The criminalization of support to violent extremist groups such as IS, Boko Haram, and al Shabaab has strengthened protection for many of those countries that provide fighters to these groups and face the risk of blowback attacks from those who return and those who remain in country. Yet, effective security responses depend not only on the existence of accountable and capable criminal justice systems, but also on the availability of resources for the individualized programs necessary to rehabilitate and disengage recruits from violent extremist groups. What then of countries that face numbers of potential recruits and actual foreign fighters that exceed the capacity of the criminal justice sector? Or those fragile and emergent democracies that face significant reform challenges in the criminal justice sector and where experience with the penal system might actually further entrench commitment to VEOs or criminal groups?

If only 20 percent of those who traveled from Tunisia to Iraq and Syria as foreign fighters returned, the criminal justice sector—and the prison system in particular—would be overloaded. It is well documented that prisons in many parts of the world facing significant levels of political violence serve more as incubators for terrorists than places of transition to society.

Further, when dealing with numbers of a large scale, one must look not just at the recruitment dynamics of the VEOs but also at the push factors in the countries of origin that make so many vulnerable to their appeal. VEOs are successful because they tap into perceived or real grievances related to weaknesses in governance, and economic, political, and social marginalization. Ideology is often a secondary factor in recruitment and effective disengagement is tied to larger structural realities.

It is hard to project that rehabilitation and reintegration programs can be successful on a large scale or in the context of fragile environments. Perhaps a different framework—one rooted in conflict management practice that addresses the process of deradicalization more as combatant demobilization and transition—is more relevant in these contexts? At a minimum, these efforts need to be coupled with significant investment in criminal justice sector reform and to support building, more generally, social and political resilience if they are to succeed.

Lessons and Recommendations

This report suggests several important guiding principles in designing and developing effective noncustodial programs to reintegrate former foreign fighters and those convicted of terrorist crimes back into society.

First, theological reeducation by itself is unlikely to prevent radicalization or to move a person away from affiliation with a violent extremist group or identity. Research converges around the importance of addressing affective, social, and cognitive factors in any effort to rehabilitate and reintegrate individuals into society. In addition, rehabilitation programs also need to be based on a solid understanding of the unique social and cultural dynamics that led to radicalization and mobilization, and the factors that brought the fighters home again. In this way, designing effective reintegration programs requires multiple levels of analysis and a merging of technical expertise with local wisdom and capacity.

Also, no single model of rehabilitation and reintegration can be applied across cultural contexts. Ideas of social and familial obligations, honor, shame, forgiveness, and reconciliation are all culturally defined. The ways in which communities interact and are structured vary tremendously, as do the roles and influence of families, community leaders, and institutions. Successful programs have greater impact and greater legitimacy when they are developed by communities and informed by a local understanding of social norms, community relationships, and cultural traditions.
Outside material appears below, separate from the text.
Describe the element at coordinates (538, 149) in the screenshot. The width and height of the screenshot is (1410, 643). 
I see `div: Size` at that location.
The active participation of family members and communities is key to effective reintegration for returnees. In many ways, family and community experience the reintegration process together with the returnee and require aftercare support and assistance as well. This is particularly critical and requires a different level of effort when families have helped enable radicalization. Rebuilding family and community ties helps bolster postcustodial reintegration.
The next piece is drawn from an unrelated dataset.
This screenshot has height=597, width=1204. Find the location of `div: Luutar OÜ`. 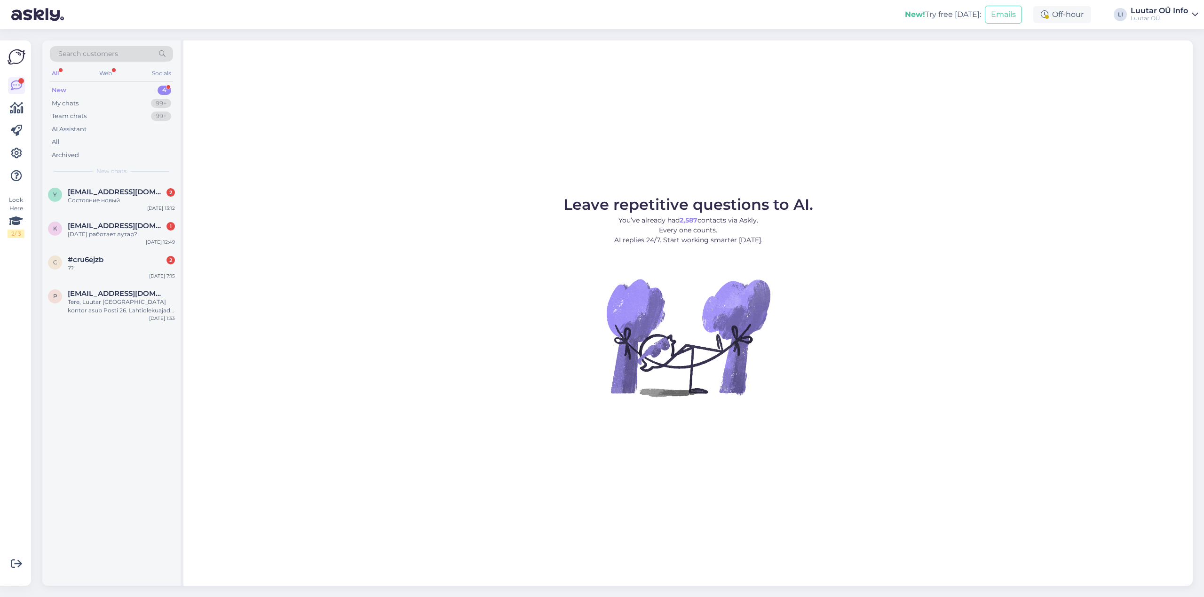

div: Luutar OÜ is located at coordinates (1160, 18).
An investment in long-term psychosocial treatment, monitoring, and individualized mentoring programs is crucial. Disengagement from an affiliation with a violent extremist group takes time and is not linear. Participants vulnerable to recruitment often have unaddressed psychosocial issues, and those who have experienced war often bring back the emotional damage of exposure to and participation in violence. Programs must be professional, flexible, iterative, sustained, and capable of accommodating the special needs of women and children and addressing the residual impact of trauma.

For programs to be sustainable, their objectives need to be transparent and their interlocutors credible. These characteristics permit the establishment of clear metrics for success. Interlocutors must be carefully vetted to minimize the possibility of their promoting illiberal and undemocratic values or agendas that may prove harmful in the long term. In some instances, formers—individuals previously affiliated with violent extremist or extremist groups—have been part of deradicalization programs and, despite advocating nonviolence, have continued to support extremist ideologies, undermining efforts at true rehabilitation.

Safe, accountable, and effective lines of communication need to be developed between law enforcement entities and the credible interlocutors supporting these efforts—a challenging aspect of any deradicalization or prevention program. Law enforcement plays a crucial role, indeed the lead role, in keeping communities safe from the threat of violence, and their involvement is necessary when a threat emerges. Those managing reintegration programs, however, must ensure some separation from security actors so that participants are given the opportunity to fully rehabilitate voluntarily, civil society organizations are not instrumentalized in the collection of intelligence, and civil rights of participants are fully respected.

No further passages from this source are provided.